Unauthorized access only occurs when you defeat a safeguard without the owners permission.
The puzzle creator has already said first to crack the key keeps the coins, which is explicit consent, exactly like a bug-bounty program inviting you to hack their test server. Contract law treats that as a unilateral offer: perform the task, keep the reward. Once consent is public, brute-forcing the key is neither theft nor computer misuse, because the owner has waived exclusivity and the only system you touch is the open blockchain.
Here:
Computer Fraud and Abuse Act 18 U.S.C. § 1030(a): every CFAA offense hinges on accessing a computer without authorization or exceeding authorized access. If the owner invites you to try, that element is missing.
https://www.law.cornell.edu/uscode/text/18/1030And there:
DOJ charging policy for the CFAA (19 May 2022): prosecutors are told not to bring charges for good-faith security research when the owner has authorized the activity.
https://www.justice.gov/archives/opa/pr/department-justice-announces-new-policy-charging-cases-under-computer-fraud-and-abuse-actThe puzzle creators public statement might imply consent, but unless its a legally binding contract (with clear terms, jurisdiction, and revocation mechanisms), authorities could still argue the method of access (e.g., brute-forcing) violates computer crime statutes. Courts often interpret authorization narrowly, e.g., Van Buren v. United States (2021) highlighted ambiguities in what exceeds "authorized access."
While the DOJs 2022 policy discourages charges for "good-faith security research," brute-forcing a private key lacks the same recognized public benefit as vulnerability disclosure. The policy also explicitly excludes "malicious" acts, and prosecutors might view unsanctioned access to funds (even via puzzles) as financially motivated rather than research.
Even if CFAA liability is avoided, criminal theft laws (e.g., state statutes) could apply. Most jurisdictions require explicit, lawful transfer of property. Cracking a key isnt a traditional legal mechanism. The creators intent might not override statutory definitions of theft or fraud.
Unlike a test server in a bug bounty, the blockchain is a public ledger; the "system" accessed is the network itself. If the wallets security relies on cryptographic safeguards, bypassing them could be argued as circumventing a "technological barrier" under laws like the DMCA §1201 (though this is untested for puzzles).
Think about it for 2 seconds, these are addresses whose private keys are very limited in their range and created specifically to make them easier to find. What don't you understand about the law? It's written in black and white.
I have thought about it. And as someone who works in cybercrime investigations, I can tell you the law isnt as binary as "the creator said its okay, so its legal." The law is written in black and white, but the words say "authorization," not "vibes." Unless the creator formalized this as a binding offer (a smart contract with explicit terms), youre relying on not getting caught, not legal immunity.
Brute-forcing a key isnt a recognized legal mechanism.
The creators intent might be clear to you, but courts need evidence of a valid contract or gift. If the private key is hidden within a puzzle or image (steganography, riddles, or cryptographic clues) and publicly posted (like GSMG.IO puzzle) by the owner, thats fundamentally different from brute-forcing under the law.
Puzzle-solving = The owner deliberately encodes the key and invites solvers to extract it. This is closer to a unilateral contract ("Solve this, claim the prize").
If a company posts a puzzle on its website, thats strong evidence of consent. Courts recognize "invited access". Brute-forcing lacks this clarity. Even weak keys dont prove the owner authorized all methods of access.
Again youre mixing up a legal debate with the plain technical meaning of brute-force. In crypto, a brute-force attack is simply trying every possible key until one works, full stop. People have been invited to do exactly that for decades. RSA-129s 129-digit ciphertext was cracked in 1994 by hundreds of volunteers who exhaustively searched the key space; the judges didnt ask for a binding offer, they sent a congratulatory letter when the key fell after eight months of grinding CPUs.
https://seclists.org/interesting-people/1994/May/42A few years later, distributed.net tore through the RC5-56 challenge in 250 days, publicly billing the effort as brute-forcing the entire keyspace and collecting RSAs prize with no courtroom drama attached.
https://en.wikipedia.org/wiki/Distributed.netExactly the same thing happens with the Bitcoin puzzle series: the author publishes addresses whose private keys are missing n bits and dares anyone to brute-force the rest. Puzzle #66, holding 6.6 BTC, was solved nine months ago when someone enumerated the remaining 66 bits, textbook brute-force and nobody questioned the solvers right to sweep the coins.
https://www.linkedin.com/posts/thomas-wiesner_bitcoin-crypto-puzzle-activity-7241496381549404160-XQXGSo yes, courts decide authorization, but in these cases the authorization is the public challenge itself. Calling that process anything other than brute-forcing doesnt make you sound legal-savvy, it just shows youve skipped the last thirty years of cryptography history.
So, if you work in cybercrime investigation, I'm the queen of England.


Please transcribe exactly the lines from the line holding "Locate an element" through the end of the data below, and skip any pictures.

>>>

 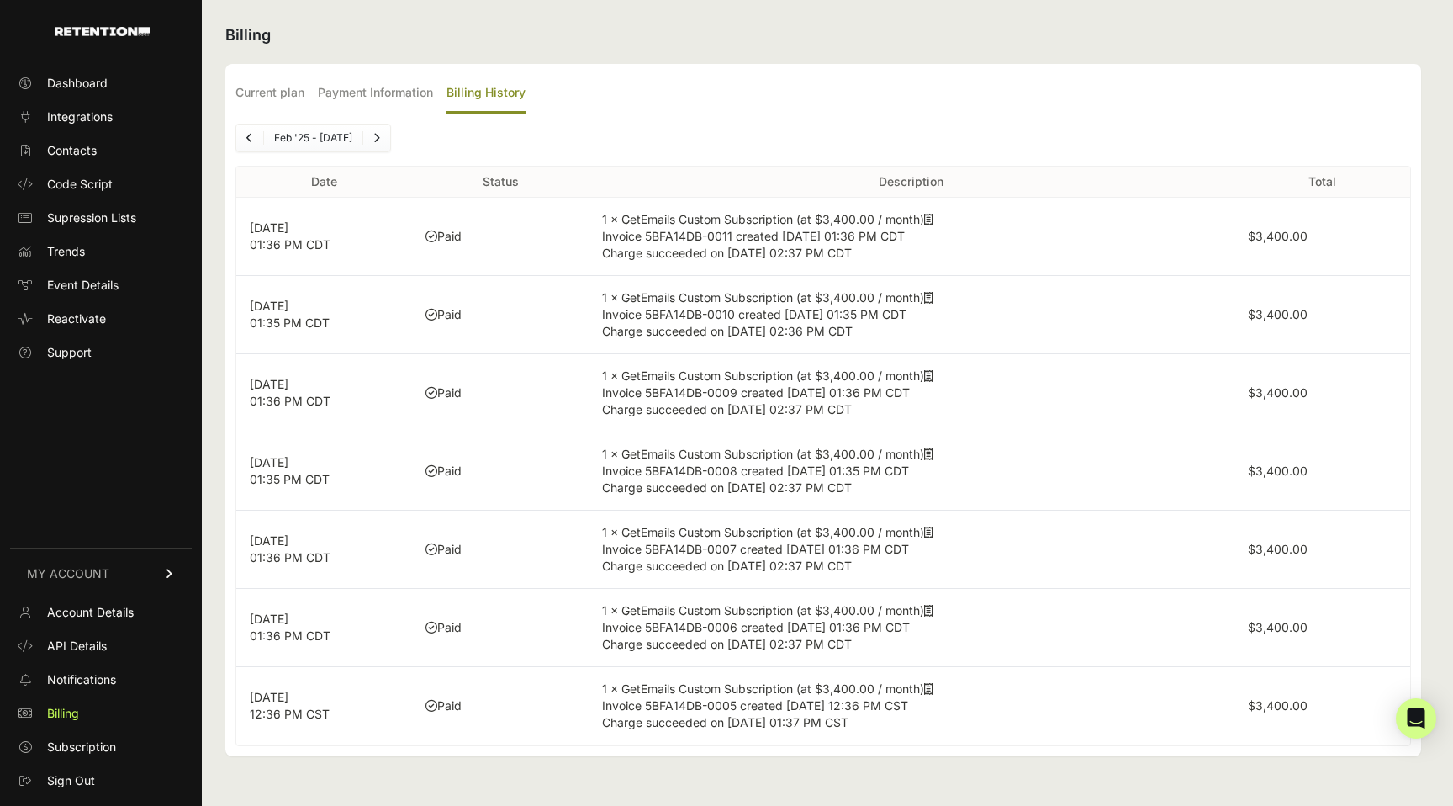 I want to click on span: Subscription, so click(x=82, y=747).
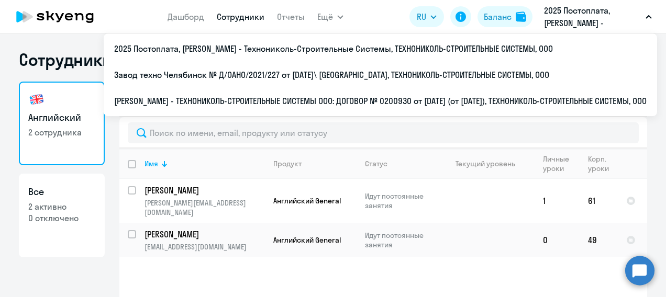 This screenshot has height=297, width=666. Describe the element at coordinates (37, 99) in the screenshot. I see `img: english` at that location.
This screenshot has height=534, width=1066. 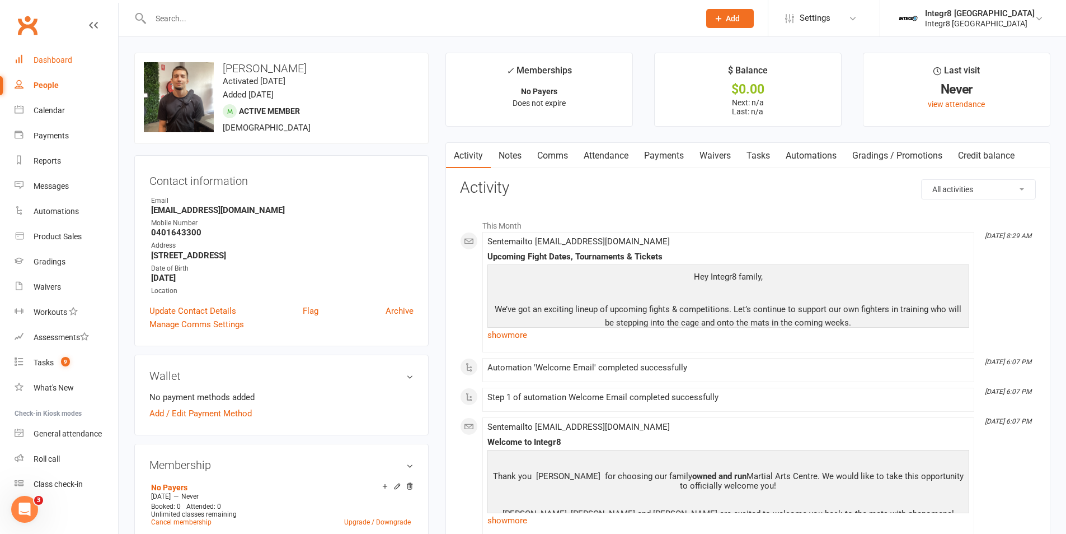 What do you see at coordinates (193, 311) in the screenshot?
I see `a: Update Contact Details` at bounding box center [193, 311].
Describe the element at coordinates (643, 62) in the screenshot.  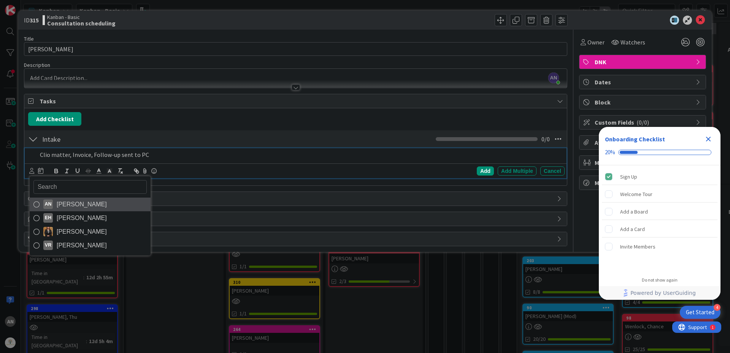
I see `span: DNK` at that location.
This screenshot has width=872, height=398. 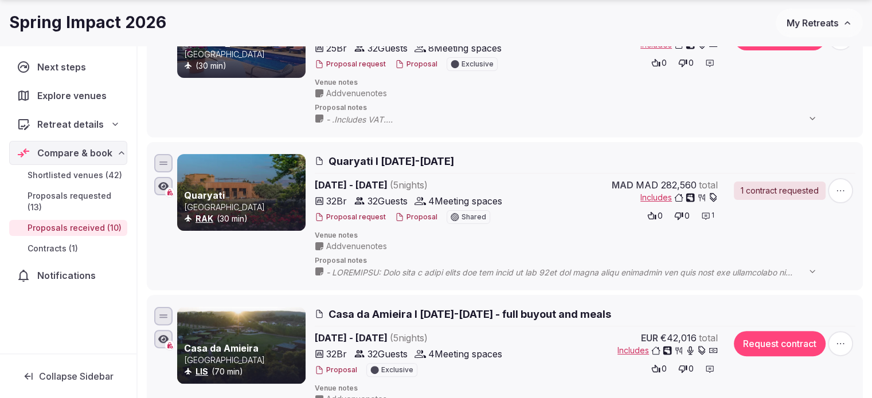 What do you see at coordinates (474, 217) in the screenshot?
I see `span: Shared` at bounding box center [474, 217].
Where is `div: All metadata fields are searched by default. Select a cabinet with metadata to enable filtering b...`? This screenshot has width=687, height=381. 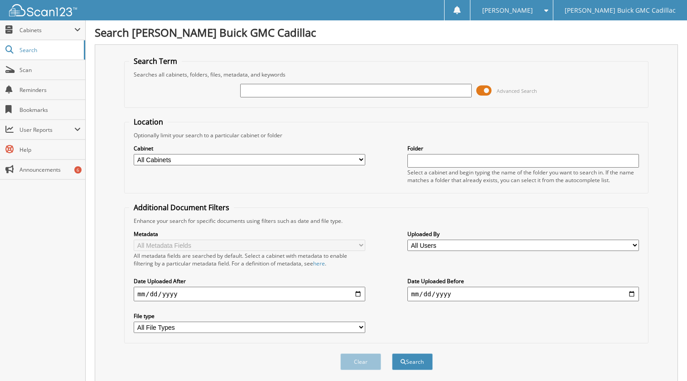 div: All metadata fields are searched by default. Select a cabinet with metadata to enable filtering b... is located at coordinates (249, 260).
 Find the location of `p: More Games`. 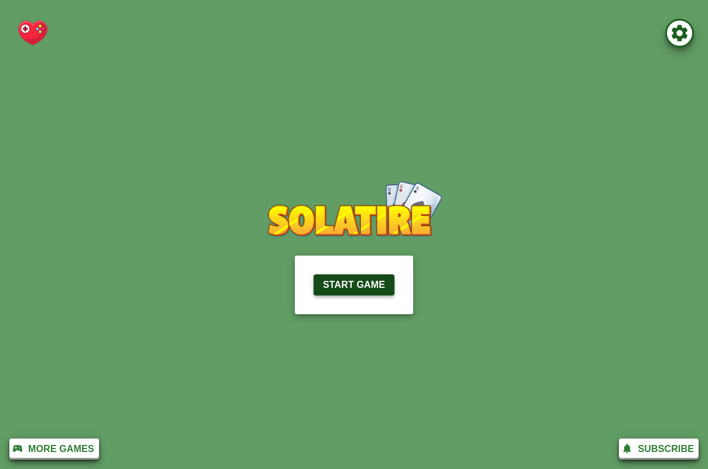

p: More Games is located at coordinates (61, 449).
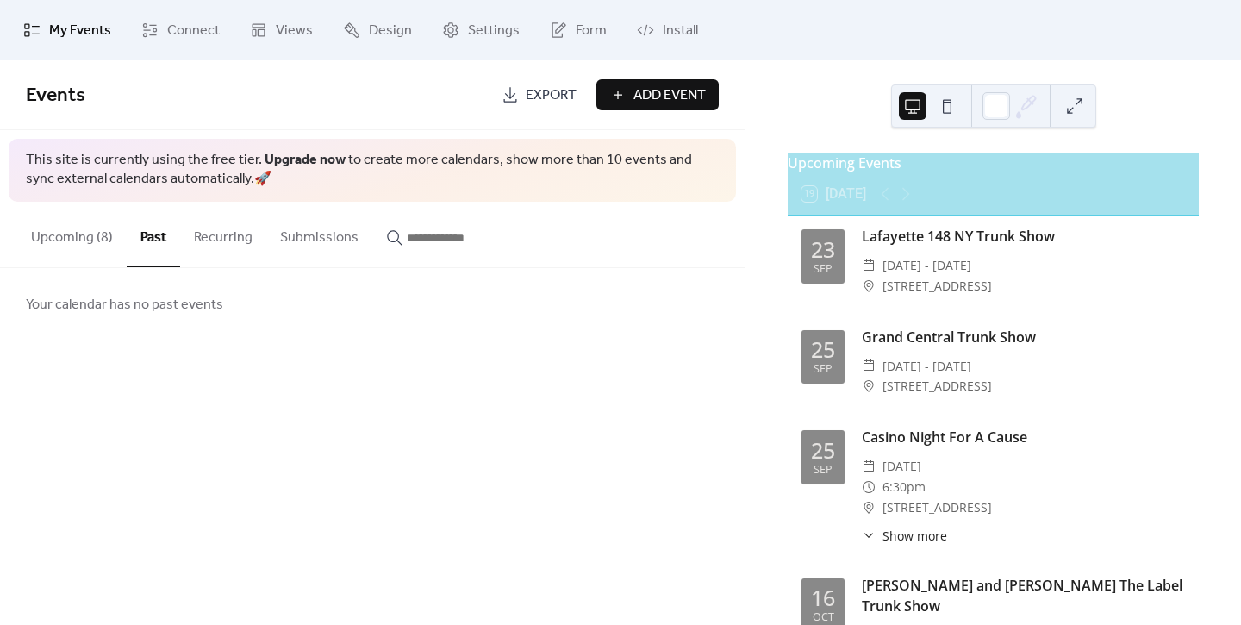 This screenshot has height=625, width=1241. I want to click on span: Show more, so click(915, 535).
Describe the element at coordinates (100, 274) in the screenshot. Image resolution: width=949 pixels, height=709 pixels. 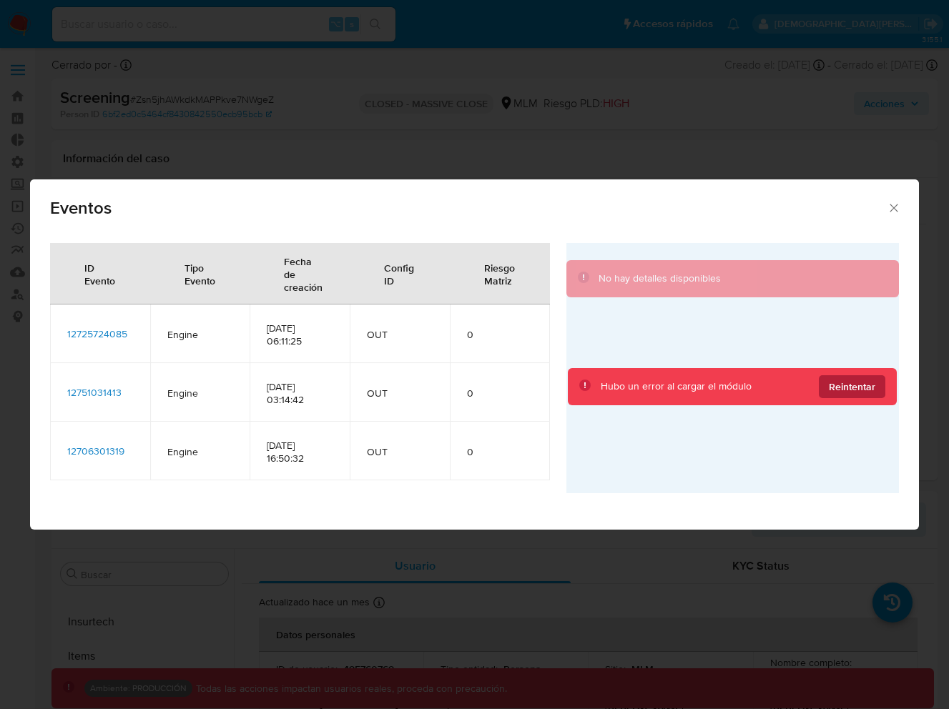
I see `div: ID Evento` at that location.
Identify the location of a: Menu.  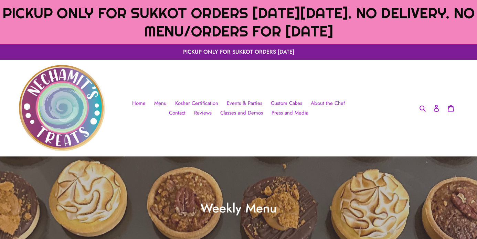
(160, 103).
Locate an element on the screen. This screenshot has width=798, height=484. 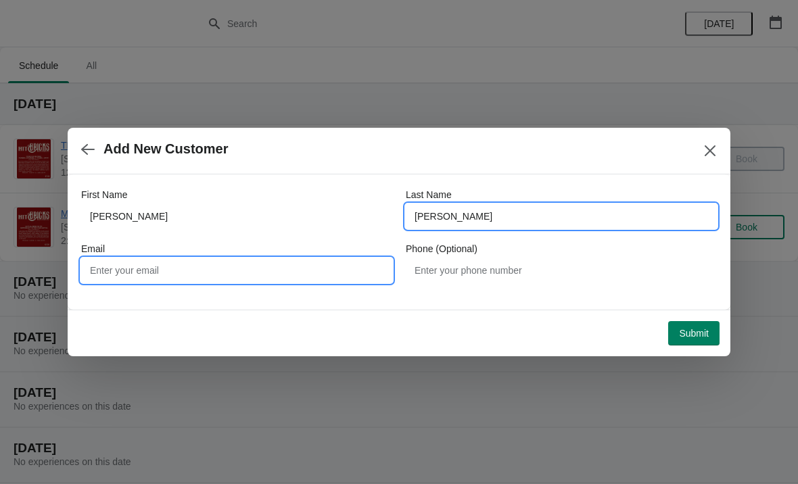
input: Smith is located at coordinates (561, 216).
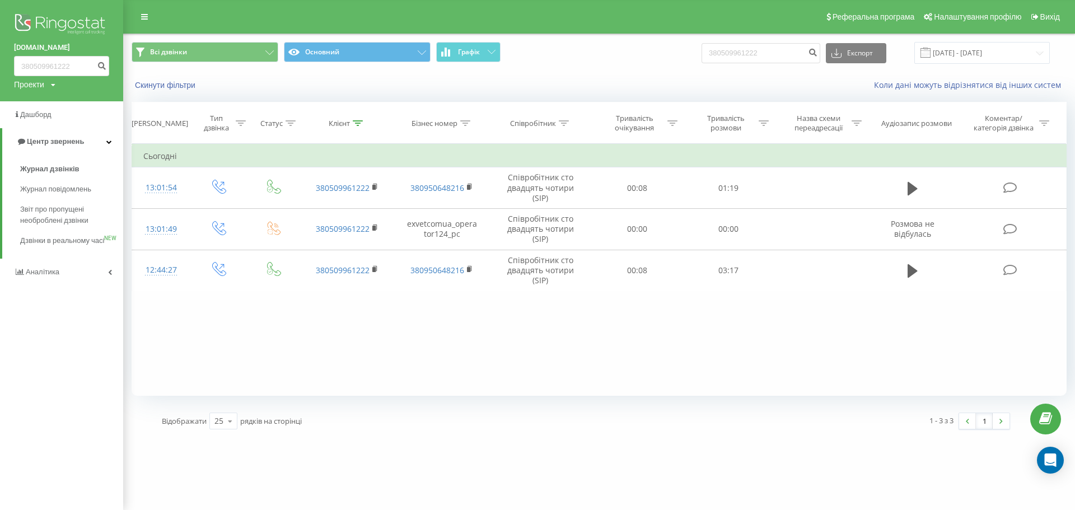 This screenshot has height=510, width=1075. What do you see at coordinates (970, 85) in the screenshot?
I see `a: Коли дані можуть відрізнятися вiд інших систем` at bounding box center [970, 85].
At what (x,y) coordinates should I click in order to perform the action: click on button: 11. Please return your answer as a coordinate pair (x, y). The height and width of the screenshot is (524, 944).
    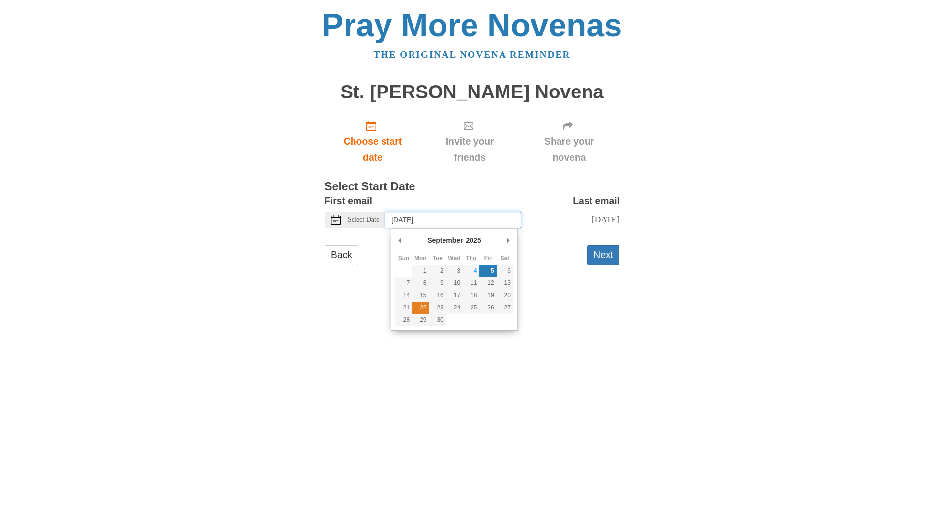
    Looking at the image, I should click on (471, 283).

<<<

• [Reply to the exercise]:
Locate an element on the screen. This screenshot has width=798, height=484. 
input: Smith is located at coordinates (561, 216).
 This screenshot has height=510, width=1075. What do you see at coordinates (970, 85) in the screenshot?
I see `a: Коли дані можуть відрізнятися вiд інших систем` at bounding box center [970, 85].
At what (x,y) coordinates should I click in order to perform the action: click on button: 11. Please return your answer as a coordinate pair (x, y). The height and width of the screenshot is (524, 944).
    Looking at the image, I should click on (471, 283).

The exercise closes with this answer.